Encapsulation and Selection
in Thoughts on a Programming Language
on Fri, 26 Apr 2024
It Matters
First of all, yes.
Despite being touted as one of the pillars of object-oriented programming, encapsulation is a very deep and important concept in programming languages in general. In particular, it's crucial to the idea of making illegal states unrepresentable. You can't prevent the construction of illegal states if anyone can access any constructor. (At least, not without dependent types.)
So, ligma lang needs a concept of encapsulation. But there are a few options for how to actually do it.
Kinds of Encapsulation
Consider C#, which has:
file
, only available in the actual file of the declaration.private
, available within the class.protected
, for properties available to subclasses.private protected
, likeprotected
but only for subclasses in the same assembly (roughly what Rust calls a crate or what Go calls a module).internal
, to make something available to everything in the same assembly.protected internal
, the union ofprotected
andinternal
.public
, available everywhere.
F# has a much smaller list:
private
is private to a type or module.internal
is internal to an assembly.public
is visible everywhere.
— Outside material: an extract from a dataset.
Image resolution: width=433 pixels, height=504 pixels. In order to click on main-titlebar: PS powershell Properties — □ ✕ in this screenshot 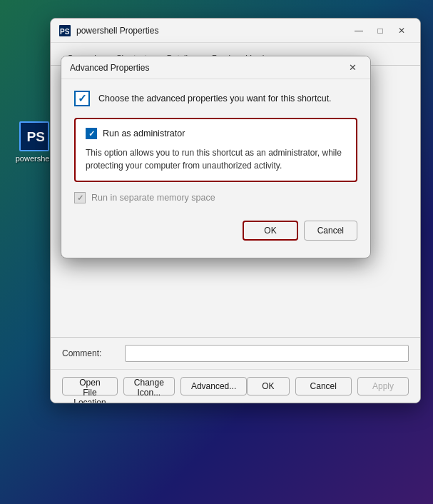, I will do `click(235, 31)`.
Notably, this is the default!
- Unspecified, making the item available only in the same module and any of its descendents
pub
, available everywhere.
And yet another consideration is Go:
- Identifiers not starting with a capital letter – a character in Unicode class Lu – are unexported, visible only in the same package.
- Those that do are exported, visible anywhere.
I'm not sure which of these approaches ligma lang should use. But I'm reasonably confident based on my experience with Rust and Go that the two-level "visible everywhere" or "visible in this (relatively large) scope" is enough encapsulation without requiring too much cognition.
Syntax
One thing I am certain about is that Go's approach of using capitalization to indicate encapsulation is… misguided. Anglocentric. There are many languages that don't have capitalization.
For example, I know that Go is popular in China.
If a Chinese programmer wants to use their native language for names, then they have to prefix exported identifiers with an X or another Latin letter, like type X世界 struct {}
.
It's a pretty miserable DX if you don't speak one of the languages of Europe.
That said, I do think that making private the default and public not much harder is a good design.
Having a pub
keyword is probably not too much, but I still think we can do better.
Here's the idea I have:
Except when part of a floating point literal, the
.
character is always the first character of an exported identifier. All other identifiers are unexported.
If module kessoku
contains definitions of .bocchi
and ryou
, then .bocchi
is visible outside kessoku
and ryou
isn't.
Similar for fields and methods of types.
Of course, this leaves the question of how to access these members, if .
is reserved for identifiers.
Here we can fall back to how it already generally works in functional programming.
Just put them adjacent.
So, kessoku ryou
accesses the ryou
member of kessoku
, and kessoku.bocchi
– really kessoku .bocchi
– accesses the .bocchi
member.
This also ties in to our "tuple" syntax.
Since .
is the first character of an identifier, rather than being an operator lexed separately, we can put bare numbers after it and the result is still an identifier per usual identifier rules.
.0
and .81
are just names.
Tuples are just structs that use names like these.